Application of spherical nanoindentation to determine the pressure of cavitation impacts from pitting tests
- PDF / 287,951 Bytes
- 9 Pages / 584.957 x 782.986 pts Page_size
- 8 Downloads / 169 Views
Jean-Pierre Franc Laboratory of Geophysical and Industrial Flows (LEGI), Grenoble Institute of Technology, 38041 Grenoble Cedex 9, Grenoble, France (Received 4 May 2011; accepted 4 August 2011)
This article focuses on the use of spherical nanoindentation measurements to estimate the pressure of cavitation impacts and its statistical distribution. Indeed, nanoindentation techniques are supposed to represent an effective tool in this field due to the similarities between substrate deformation under liquid impact and indentation testing. First, nanoindentation experiments were used to extract the mechanical parameters of a Nickel–Aluminum–Bronze alloy; second, pitting tests were performed at different operating pressures, and the geometrical characteristics of the pits were measured; and finally, the spectra of impact pressure and loads responsible for material erosion were obtained by coupling the findings of indentation tests with the analysis of pitting tests.

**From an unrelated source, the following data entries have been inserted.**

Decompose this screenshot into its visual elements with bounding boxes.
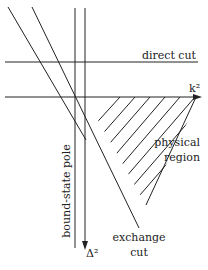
exchange-cut-label-2: cut: [130, 246, 148, 259]
physical-region-label-1: physical: [154, 136, 200, 149]
mandelstam-diagram: direct cut k² physical region bound-stat…: [0, 0, 208, 270]
exchange-cut-label-1: exchange: [112, 231, 165, 244]
physical-region-label-2: region: [164, 151, 200, 164]
bound-state-pole-label: bound-state pole: [60, 144, 73, 237]
direct-cut-label: direct cut: [142, 49, 197, 62]
k2-axis-label: k²: [189, 82, 200, 95]
delta2-axis-label: Δ²: [86, 247, 98, 260]
diagonal-line-left: [8, 7, 86, 140]
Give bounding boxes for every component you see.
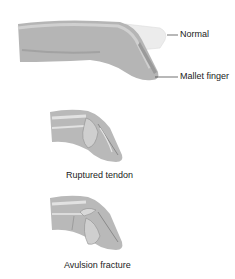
caption-avulsion-fracture: Avulsion fracture (64, 260, 131, 270)
label-normal: Normal (180, 29, 209, 39)
label-mallet-finger: Mallet finger (180, 71, 229, 81)
diagram-canvas (0, 0, 235, 279)
ruptured-tendon-illustration (50, 110, 122, 162)
caption-ruptured-tendon: Ruptured tendon (66, 170, 133, 180)
avulsion-fracture-illustration (50, 196, 122, 250)
finger-illustration-top (18, 20, 178, 80)
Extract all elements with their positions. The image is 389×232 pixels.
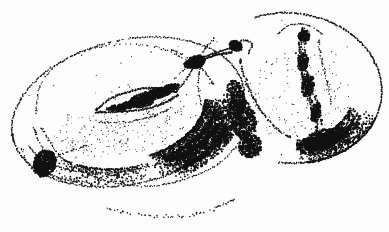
apple-stipple-drawing (0, 0, 389, 232)
stipple-illustration: Stippled pen-and-ink illustration of two… (0, 0, 389, 232)
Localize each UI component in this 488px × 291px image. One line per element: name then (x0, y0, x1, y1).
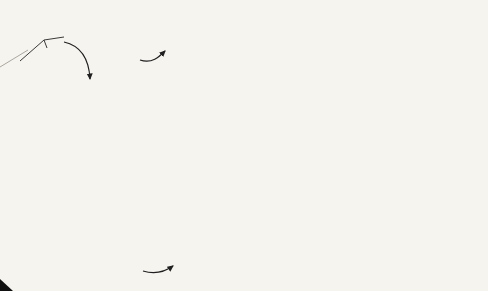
tide-chart-svg (0, 0, 488, 291)
page-corner-artifact (0, 279, 13, 291)
arrow-to-first-tides (64, 42, 90, 79)
arrow-spring-tides-bottom (143, 266, 173, 273)
day-one-bracket (20, 37, 64, 61)
day-one-bracket-tick (44, 40, 47, 48)
arrow-spring-tides-top (140, 51, 165, 61)
annotation-strokes (0, 37, 173, 291)
tide-heights-figure (0, 0, 488, 291)
scan-line-artifact (0, 50, 28, 67)
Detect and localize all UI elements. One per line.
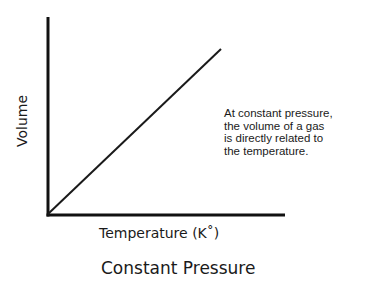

Results assessed the capability of the proposed methodology to quantify the hydrodynamic aggressiveness of the cavitating flow. This procedure, which assumes the material itself as a sensor that is able to detect the impact loads, could represent an alternative solution to pressure transducers in estimating the cavitation intensity. I. INTRODUCTION
Cavitation erosion is a particular form of material damage caused by the collapse of gas bubbles on a metal surface.1–4 This collapse, which is usually associated to abrupt variations in pressure related to the fluid hydrodynamics, exerts on solid surfaces nearby a particular solicitation characterized by repeated and randomly distributed stress pulses of several hundreds of megapascal in pressure. The result is an extended damage of the surface characterized by small holes, named cavitation pits, with characteristic dimensions in the order of several tens of micrometer and whose accumulation can lead to the material failure. One of the main issues in cavitation erosion is the estimation of the cavitation intensity or flow aggressiveness of a cavitating flow. This could be used for the prediction of material mass loss as a function of exposure time by proper modeling of the material response to cavitation erosion impacts.5–7 In this light, knowledge of the spectrum of impact loads is essential due to its capability to provide useful information on the flow aggressiveness. Conventional pressure sensors are commonly adopted to extract this information by mounting them in an appropriate location of a target material subjected to an erosion test. Even if a lot of efforts have been made in recent years to a)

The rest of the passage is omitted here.